A Maine lobster and a possibly different Dan Backer

A Maine lobster and possibly different Dan Backer

Dan Backer is an activist for campaign finance reform who won McCutcheon v. FEC, the Supreme Court case that lifted aggregate limits on individual contributions to political campaigns. “Money in politics is great,” he told Marin Cogan of New York Magazine. “Restraints on political communication are fundamentally about protecting the status quo, and also about preventing people from having every bit of information they want to consume.”

Backer also has Tourette’s Syndrome. Showing remarkable restraint, Cogan puts this information in paragraph ten:

[Backer has] also helped organize the Stop Pelosi PAC and Stop R.E.I.D. PAC, and helps run the Conservative Action Fund, a tea-party group funded by Shaun McCutcheon.

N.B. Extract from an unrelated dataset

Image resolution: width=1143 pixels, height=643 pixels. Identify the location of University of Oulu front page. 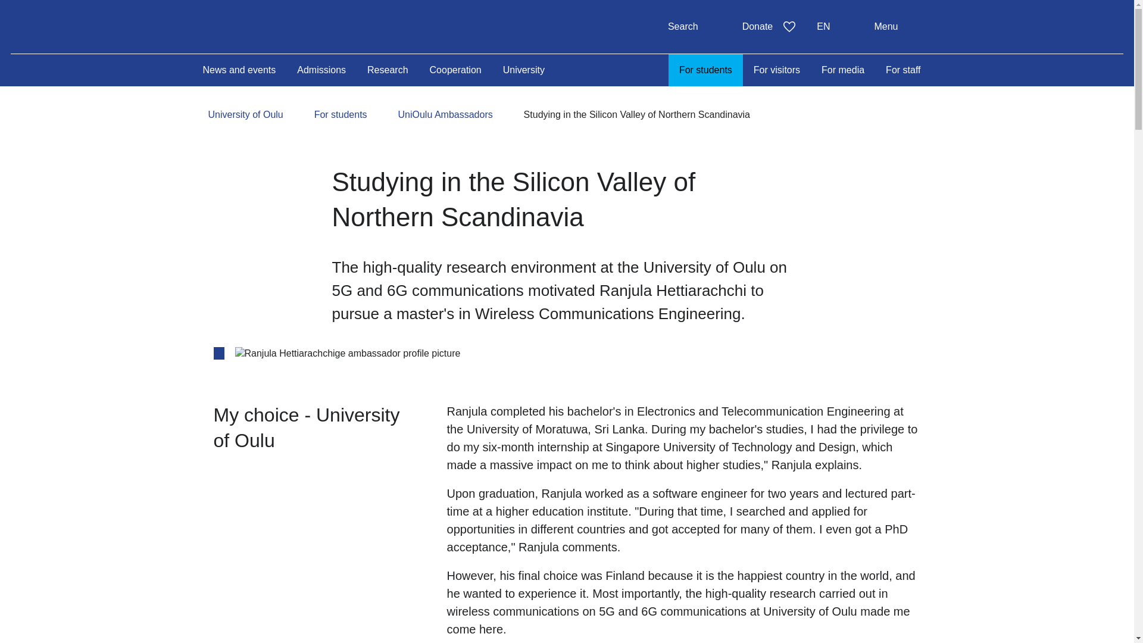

He is rarely the public face of these groups; Backer has Tourette’s syndrome, which causes facial tics and other TV-unfriendly gestures, like the tendency to gesture at you with both middle fingers as he’s speaking.

That’s a rich image. We often think of the claim that money can be speech as inherently disingenuous: you’d only believe that if someone paid you. The image of Backer delivering the Stockton heybuddy along with his argument must have been enormously tempting as a lead. Kudos to Cogan for not doing that, and for presenting Backer as someone who genuinely believes in his cause. I sure do disagree with him, though.